The QuestionService supplies a set of questions in the form of an array bound to @Input()
questions.
src/app/question.service.ts

import { Injectable } from '@angular/core';

import { DropdownQuestion } from './question-dropdown';


import { QuestionBase } from './question-base';
import { TextboxQuestion } from './question-textbox';
import { of } from 'rxjs';

@Injectable()
export class QuestionService {

// TODO: get from a remote source of question metadata


getQuestions() {

const questions: QuestionBase<string>[] = [

new DropdownQuestion({
key: 'brave',
label: 'Bravery Rating',
options: [
{key: 'solid', value: 'Solid'},
{key: 'great', value: 'Great'},
{key: 'good', value: 'Good'},
{key: 'unproven', value: 'Unproven'}
],
order: 3
}),

new TextboxQuestion({
key: 'firstName',
label: 'First name',
value: 'Bombasto',
required: true,
order: 1
}),

new TextboxQuestion({
key: 'emailAddress',
label: 'Email',
type: 'email',
order: 2
})
];

return of(questions.sort((a, b) => a.order - b.order));


}
}

Create a dynamic form template


The DynamicFormComponent component is the entry point and the main container for the form,
which is represented using the <app-dynamic-form> in a template.

The DynamicFormComponent component presents a list of questions by binding each one to an


<app-question> element that matches the DynamicFormQuestionComponent.

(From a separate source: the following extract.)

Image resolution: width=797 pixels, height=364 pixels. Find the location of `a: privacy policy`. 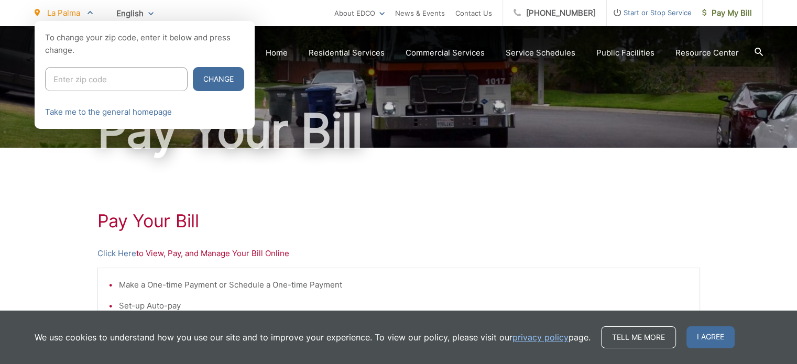

a: privacy policy is located at coordinates (540, 338).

dynamic-form.component.html
dynamic-form.component.ts

<div>
<form (ngSubmit)="onSubmit()" [formGroup]="form">

<div *ngFor="let question of questions" class="form-row">


<app-question [question]="question" [form]="form"></app-question>
</div>

<div class="form-row">
<button type="submit" [disabled]="!form.valid">Save</button>
</div>
</form>

<div *ngIf="payLoad" class="form-row">


<strong>Saved the following values</strong><br>{{payLoad}}
</div>
</div>

Display the form

To display an instance of the dynamic form, the AppComponent shell template passes the
questions array returned by the QuestionService to the form container component, <app-
dynamic-form>.

app.component.ts

import { Component } from '@angular/core';

import { QuestionService } from './question.service';


import { QuestionBase } from './question-base';
import { Observable } from 'rxjs';

@Component({
selector: 'app-root',
template: `
<div>
<h2>Job Application for Heroes</h2>
<app-dynamic-form [questions]="questions$ | async"></app-dynamic-form>
</div>
`,
providers: [QuestionService]
})
export class AppComponent {
questions$: Observable<QuestionBase<any>[]>;

constructor(service: QuestionService) {
this.questions$ = service.getQuestions();
}
}

The example provides a model for a job application for heroes, but there are no references to any
specific hero question other than the objects returned by QuestionService. This separation of
model and data allows you to repurpose the components for any type of survey as long as it's
compatible with the question object model.

Ensuring valid data

The form template uses dynamic data binding of metadata to render the form without making
any hardcoded assumptions about specific questions. It adds both control metadata and
validation criteria dynamically.

To ensure valid input, the Save button is disabled until the form is in a valid state. When the form
is valid, you can click Save and the app renders the current form values as JSON.

The following figure shows the final form.

Next steps
 Different types of forms and control collection

This tutorial shows how to build a a questionaire, which is just one kind of dynamic form.
The example uses FormGroup to collect a set of controls. For an example of a different
type of dynamic form, see the section Creating dynamic forms in the Reactive Forms
guide. That example also shows how to use FormArray instead of FormGroup to collect a
set of controls.

 Validating user input

The section Validating form input introduces the basics of how input validation works in
reactive forms.

The Form validation guide covers the topic in more depth.